The pace of race weekend is frantic; the attention, never-ending. It’s why this year, for real this time, Ricciardo is trying to unplug and relax between races, shooting schedules, press junkets, and the unblinking eye of the camera. (Even most people’s distraction of Netflix is impossible when, flipping it on, his own face is staring back. “Seeing myself is weird,” he says.) He’s trying to read more, thumbing through Tools Of Titans by Tim Ferris and other books. “I’m always impatient and too fidgety to sit down and read something at length,” he says, “but for me now it’s just great to get some quiet time, a bit of headspace, and to educate myself.” When he does watch a movie, he keeps it light: classic Adam Sandler and Jim Carrey, with a newer Tom Segura stand-up special thrown in for a bit of current events.

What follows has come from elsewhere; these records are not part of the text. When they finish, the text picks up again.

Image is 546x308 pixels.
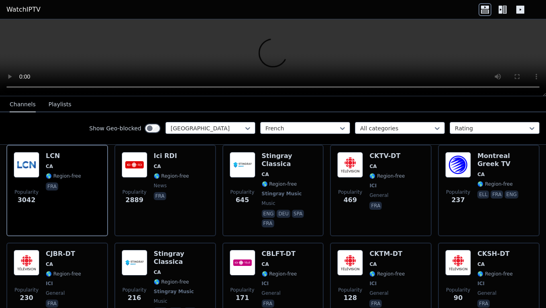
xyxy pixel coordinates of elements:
[46,261,53,268] span: CA
[154,173,189,180] span: 🌎 Region-free
[445,250,471,276] img: CKSH-DT
[262,200,276,207] span: music
[154,289,194,295] span: Stingray Music
[478,171,485,178] span: CA
[369,271,405,278] span: 🌎 Region-free
[14,152,39,178] img: LCN
[46,250,81,258] h6: CJBR-DT
[122,287,147,294] span: Popularity
[344,196,357,205] span: 469
[154,192,166,200] p: fra
[49,97,71,112] button: Playlists
[230,250,255,276] img: CBLFT-DT
[478,290,496,297] span: general
[46,271,81,278] span: 🌎 Region-free
[20,294,33,303] span: 230
[369,152,405,160] h6: CKTV-DT
[262,181,297,188] span: 🌎 Region-free
[445,152,471,178] img: Montreal Greek TV
[454,294,463,303] span: 90
[46,173,81,180] span: 🌎 Region-free
[46,183,58,191] p: fra
[369,173,405,180] span: 🌎 Region-free
[128,294,141,303] span: 216
[446,287,470,294] span: Popularity
[154,269,161,276] span: CA
[451,196,465,205] span: 237
[337,152,363,178] img: CKTV-DT
[491,191,503,199] p: fra
[292,210,304,218] p: spa
[369,290,388,297] span: general
[369,202,382,210] p: fra
[337,250,363,276] img: CKTM-DT
[46,281,53,287] span: ICI
[478,261,485,268] span: CA
[230,152,255,178] img: Stingray Classica
[344,294,357,303] span: 128
[236,294,249,303] span: 171
[478,281,485,287] span: ICI
[154,298,167,305] span: music
[478,271,513,278] span: 🌎 Region-free
[262,152,317,168] h6: Stingray Classica
[89,125,141,133] label: Show Geo-blocked
[154,152,189,160] h6: Ici RDI
[262,271,297,278] span: 🌎 Region-free
[369,183,377,189] span: ICI
[262,171,269,178] span: CA
[369,163,377,170] span: CA
[46,300,58,308] p: fra
[262,300,274,308] p: fra
[154,250,209,266] h6: Stingray Classica
[154,183,167,189] span: news
[505,191,518,199] p: eng
[14,189,39,196] span: Popularity
[46,163,53,170] span: CA
[478,191,489,199] p: ell
[154,279,189,286] span: 🌎 Region-free
[14,250,39,276] img: CJBR-DT
[369,261,377,268] span: CA
[6,5,41,14] a: WatchIPTV
[154,163,161,170] span: CA
[478,181,513,188] span: 🌎 Region-free
[236,196,249,205] span: 645
[277,210,290,218] p: deu
[10,97,36,112] button: Channels
[122,152,147,178] img: Ici RDI
[18,196,36,205] span: 3042
[369,192,388,199] span: general
[262,290,281,297] span: general
[46,290,65,297] span: general
[338,287,362,294] span: Popularity
[46,152,81,160] h6: LCN
[262,191,302,197] span: Stingray Music
[369,250,405,258] h6: CKTM-DT
[369,300,382,308] p: fra
[262,220,274,228] p: fra
[446,189,470,196] span: Popularity
[122,250,147,276] img: Stingray Classica
[126,196,144,205] span: 2889
[231,189,255,196] span: Popularity
[478,250,513,258] h6: CKSH-DT
[262,261,269,268] span: CA
[369,281,377,287] span: ICI
[262,210,276,218] p: eng
[338,189,362,196] span: Popularity
[122,189,147,196] span: Popularity
[231,287,255,294] span: Popularity
[14,287,39,294] span: Popularity
[478,300,490,308] p: fra
[478,152,533,168] h6: Montreal Greek TV
[262,281,269,287] span: ICI
[262,250,297,258] h6: CBLFT-DT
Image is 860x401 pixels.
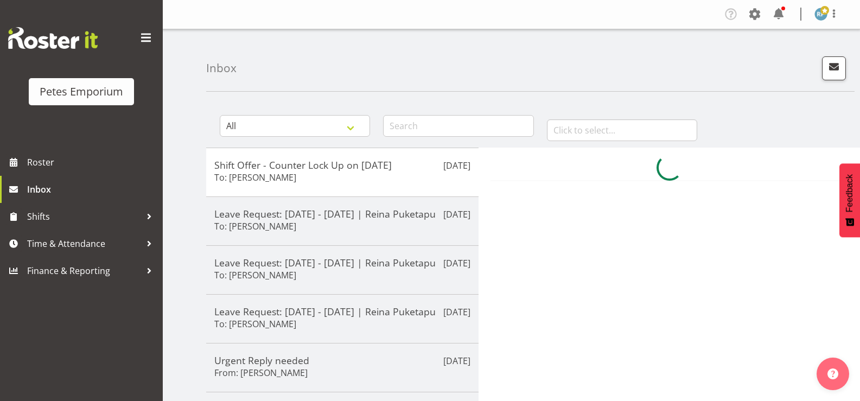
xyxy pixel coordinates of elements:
[214,270,296,280] h6: To: [PERSON_NAME]
[214,305,470,317] h5: Leave Request: [DATE] - [DATE] | Reina Puketapu
[8,27,98,49] img: Rosterit website logo
[443,354,470,367] p: [DATE]
[27,208,141,225] span: Shifts
[547,119,697,141] input: Click to select...
[814,8,827,21] img: reina-puketapu721.jpg
[214,221,296,232] h6: To: [PERSON_NAME]
[206,62,236,74] h4: Inbox
[443,159,470,172] p: [DATE]
[214,354,470,366] h5: Urgent Reply needed
[443,208,470,221] p: [DATE]
[27,154,157,170] span: Roster
[214,172,296,183] h6: To: [PERSON_NAME]
[443,305,470,318] p: [DATE]
[214,257,470,268] h5: Leave Request: [DATE] - [DATE] | Reina Puketapu
[27,235,141,252] span: Time & Attendance
[214,367,308,378] h6: From: [PERSON_NAME]
[40,84,123,100] div: Petes Emporium
[214,318,296,329] h6: To: [PERSON_NAME]
[383,115,533,137] input: Search
[443,257,470,270] p: [DATE]
[845,174,854,212] span: Feedback
[839,163,860,237] button: Feedback - Show survey
[214,208,470,220] h5: Leave Request: [DATE] - [DATE] | Reina Puketapu
[214,159,470,171] h5: Shift Offer - Counter Lock Up on [DATE]
[27,263,141,279] span: Finance & Reporting
[827,368,838,379] img: help-xxl-2.png
[27,181,157,197] span: Inbox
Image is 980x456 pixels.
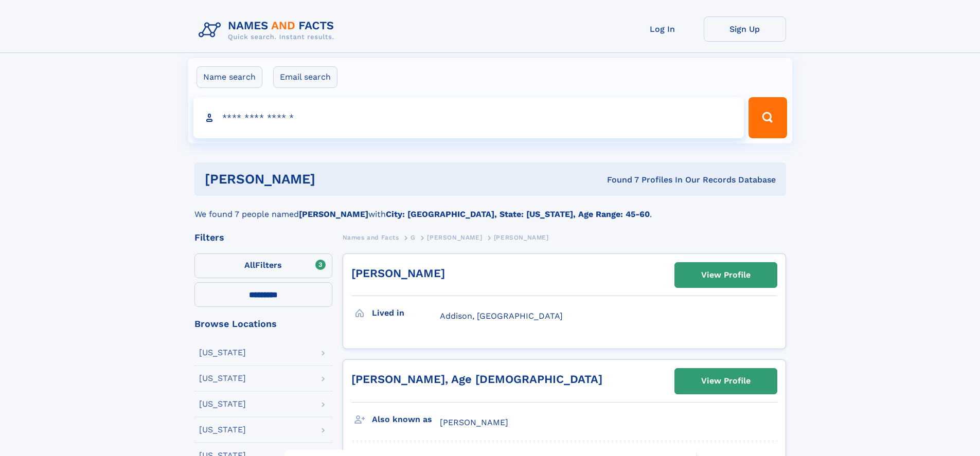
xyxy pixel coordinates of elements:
[244,260,255,270] span: All
[195,196,786,221] div: We found 7 people named with .
[343,231,399,244] a: Names and Facts
[205,173,462,185] h1: [PERSON_NAME]
[494,234,549,241] span: [PERSON_NAME]
[675,263,777,288] a: View Profile
[199,400,246,408] div: [US_STATE]
[193,97,745,139] input: search input
[299,210,368,219] b: [PERSON_NAME]
[372,411,440,428] h3: Also known as
[440,418,508,428] span: [PERSON_NAME]
[675,369,777,393] a: View Profile
[195,320,333,329] div: Browse Locations
[701,264,750,287] div: View Profile
[199,426,246,434] div: [US_STATE]
[372,305,440,322] h3: Lived in
[427,234,482,241] span: [PERSON_NAME]
[199,374,246,383] div: [US_STATE]
[701,369,750,393] div: View Profile
[427,231,482,244] a: [PERSON_NAME]
[411,234,416,241] span: G
[352,267,445,280] a: [PERSON_NAME]
[273,66,338,88] label: Email search
[197,66,262,88] label: Name search
[704,16,786,42] a: Sign Up
[461,174,776,185] div: Found 7 Profiles In Our Records Database
[352,373,603,386] a: [PERSON_NAME], Age [DEMOGRAPHIC_DATA]
[386,210,650,219] b: City: [GEOGRAPHIC_DATA], State: [US_STATE], Age Range: 45-60
[195,254,333,278] label: Filters
[199,349,246,357] div: [US_STATE]
[195,233,333,242] div: Filters
[411,231,416,244] a: G
[749,97,787,139] button: Search Button
[622,16,704,42] a: Log In
[195,16,343,44] img: Logo Names and Facts
[440,311,563,321] span: Addison, [GEOGRAPHIC_DATA]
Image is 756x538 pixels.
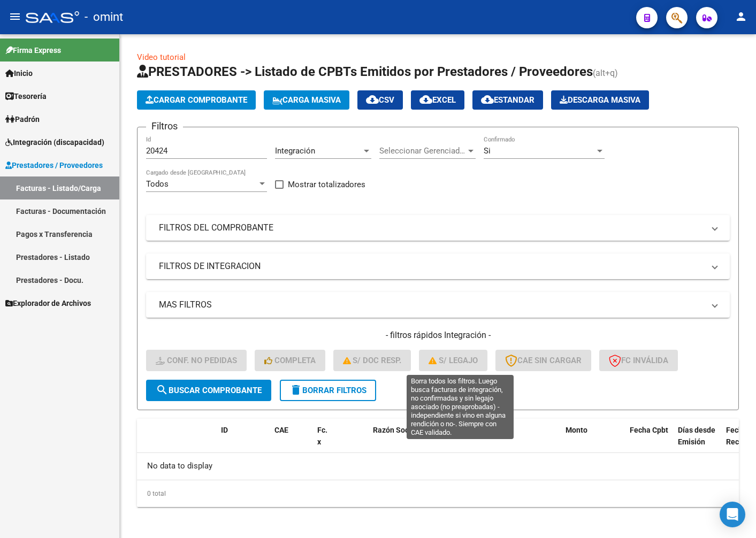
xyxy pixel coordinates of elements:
datatable-header-cell: Fc. x [313,419,335,466]
span: Conf. no pedidas [156,356,237,366]
button: Cargar Comprobante [137,90,256,110]
a: Video tutorial [137,52,186,63]
div: 0 total [137,480,739,507]
span: Carga Masiva [272,95,340,105]
mat-expansion-panel-header: FILTROS DEL COMPROBANTE [146,216,730,241]
mat-expansion-panel-header: MAS FILTROS [146,293,730,318]
button: Completa [255,350,325,371]
datatable-header-cell: ID [216,419,270,466]
span: Padrón [6,114,39,125]
span: Explorador de Archivos [6,297,91,309]
button: CAE SIN CARGAR [495,350,592,371]
button: Estandar [472,90,542,110]
mat-panel-title: MAS FILTROS [159,299,704,311]
span: EXCEL [419,95,456,105]
div: Open Intercom Messenger [719,502,745,527]
span: (alt+q) [592,68,617,78]
datatable-header-cell: CAE [270,419,313,466]
span: ID [221,426,228,435]
span: Estandar [481,95,535,105]
span: Todos [146,179,168,189]
mat-panel-title: FILTROS DE INTEGRACION [159,261,704,272]
button: Conf. no pedidas [146,350,246,371]
span: Completa [265,356,315,366]
span: Integración (discapacidad) [6,137,104,148]
div: No data to display [137,453,739,480]
mat-icon: delete [290,384,302,397]
button: S/ Doc Resp. [333,350,412,371]
button: Descarga Masiva [551,90,649,110]
mat-panel-title: FILTROS DEL COMPROBANTE [159,222,704,234]
mat-icon: search [156,384,168,397]
button: Buscar Comprobante [146,380,271,401]
mat-expansion-panel-header: FILTROS DE INTEGRACION [146,254,730,279]
span: CSV [365,95,394,105]
span: Descarga Masiva [560,95,641,105]
span: CAE SIN CARGAR [505,356,582,366]
span: S/ legajo [428,356,478,366]
span: PRESTADORES -> Listado de CPBTs Emitidos por Prestadores / Proveedores [137,64,592,79]
mat-icon: cloud_download [365,93,379,106]
span: Cargar Comprobante [145,95,247,105]
span: Inicio [6,67,33,79]
datatable-header-cell: Razón Social [368,419,449,466]
button: CSV [357,90,403,110]
span: Tesorería [6,90,46,102]
span: FC Inválida [609,356,668,366]
app-download-masive: Descarga masiva de comprobantes (adjuntos) [551,90,649,110]
span: Integración [275,146,315,156]
span: Seleccionar Gerenciador [379,146,466,156]
button: FC Inválida [599,350,678,371]
button: Carga Masiva [264,90,349,110]
span: Fc. x [317,426,327,447]
span: Firma Express [6,44,61,56]
span: Monto [566,426,588,435]
datatable-header-cell: Días desde Emisión [673,419,721,466]
span: Días desde Emisión [678,426,716,447]
button: Borrar Filtros [280,380,376,401]
h3: Filtros [146,118,183,134]
span: Fecha Recibido [726,426,756,447]
mat-icon: cloud_download [481,93,493,106]
span: CPBT [453,426,472,435]
mat-icon: person [735,11,747,23]
datatable-header-cell: CPBT [449,419,561,466]
span: Mostrar totalizadores [288,178,365,192]
mat-icon: cloud_download [419,93,432,106]
mat-icon: menu [9,11,21,23]
span: Borrar Filtros [290,386,366,396]
span: S/ Doc Resp. [342,356,402,366]
button: EXCEL [411,90,465,110]
h4: - filtros rápidos Integración - [146,330,730,342]
span: Si [484,146,491,156]
button: S/ legajo [418,350,488,371]
span: Fecha Cpbt [630,426,668,435]
datatable-header-cell: Monto [561,419,625,466]
span: - omint [85,6,123,29]
span: Buscar Comprobante [156,386,262,396]
span: CAE [274,426,289,435]
datatable-header-cell: Fecha Cpbt [625,419,673,466]
span: Prestadores / Proveedores [6,160,103,171]
span: Razón Social [373,426,417,435]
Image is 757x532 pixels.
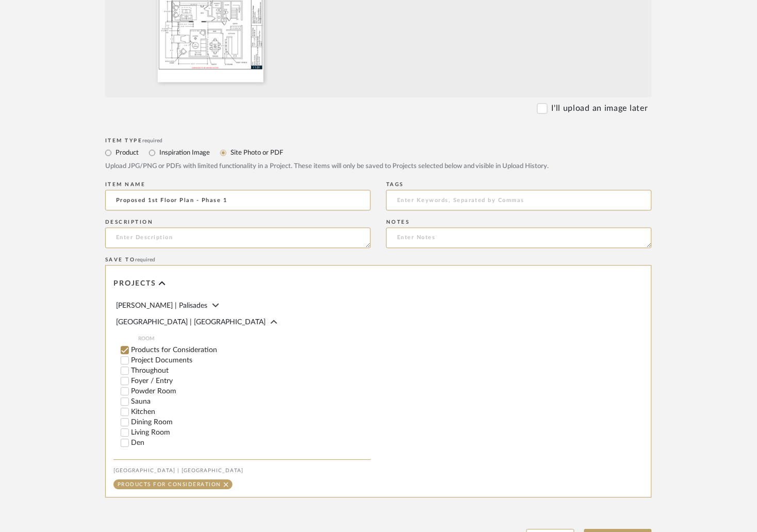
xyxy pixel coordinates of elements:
div: Item Type [105,138,652,144]
label: Sauna [131,398,371,406]
label: Living Room [131,429,371,436]
div: Upload JPG/PNG or PDFs with limited functionality in a Project. These items will only be saved to... [105,162,652,172]
span: ROOM [138,335,371,343]
div: [GEOGRAPHIC_DATA] | [GEOGRAPHIC_DATA] [114,468,371,474]
input: Enter Keywords, Separated by Commas [386,191,652,211]
div: Save To [105,257,652,264]
mat-radio-group: Select item type [105,147,652,160]
label: Kitchen [131,409,371,416]
label: Den [131,440,371,447]
div: Tags [386,182,652,188]
span: required [143,139,163,144]
span: Projects [114,280,156,289]
label: Throughout [131,367,371,375]
label: I'll upload an image later [552,103,648,115]
label: Inspiration Image [159,147,210,159]
label: Site Photo or PDF [229,147,283,159]
label: Products for Consideration [131,347,371,354]
label: Foyer / Entry [131,378,371,385]
span: required [135,258,156,263]
label: Dining Room [131,419,371,426]
div: Description [105,220,371,226]
div: Item name [105,182,371,188]
div: Notes [386,220,652,226]
label: Project Documents [131,357,371,365]
label: Powder Room [131,388,371,396]
label: Product [115,147,139,159]
span: [PERSON_NAME] | Palisades [116,303,207,310]
span: [GEOGRAPHIC_DATA] | [GEOGRAPHIC_DATA] [116,319,266,326]
div: Products for Consideration [117,483,221,488]
input: Enter Name [105,191,371,211]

Of course, there’s a lot riding on the new F1 season generally and on Ricciardo’s shoulders specifically. Millions are invested in his performance, but results are what keeps him in the driver’s seat. The challenge of adapting to McLaren is like translating to a new but similar language, akin to using your high school French to communicate in Madrid. Any driver can be dropped into any car and tease 90 percent of its capacity out immediately. Finding that last bit is the trick, made trickier by an infinite number of new, proprietary details. “Even things like the mirrors and the aerodynamic devices attached to them can impact your visibility,” he says, “so adjusting to those and how your perception or vision has to adjust [takes time].”
Will all the kinks be worked out by Sunday? We’ll know soon enough, and then over the impending season. Even the most dialed-in racer, as Ricciardo and the Netflix show have proved, needs a little luck on the day to achieve his best. So he’s going into it in earnest, the leader and face of his team, with 19 other drivers squarely targeting his rear bumper. But right now, he’s not thinking of that. The Amazon driver has pulled up with today’s package, an inflatable unicorn for his pool. “It’s actually for my nephew,” he says. But we’re not buying it. “I use Amazon way too much,” he says with a laugh, giving away his final piece to unplugging from the track. “I’m always ordering a bunch of things.”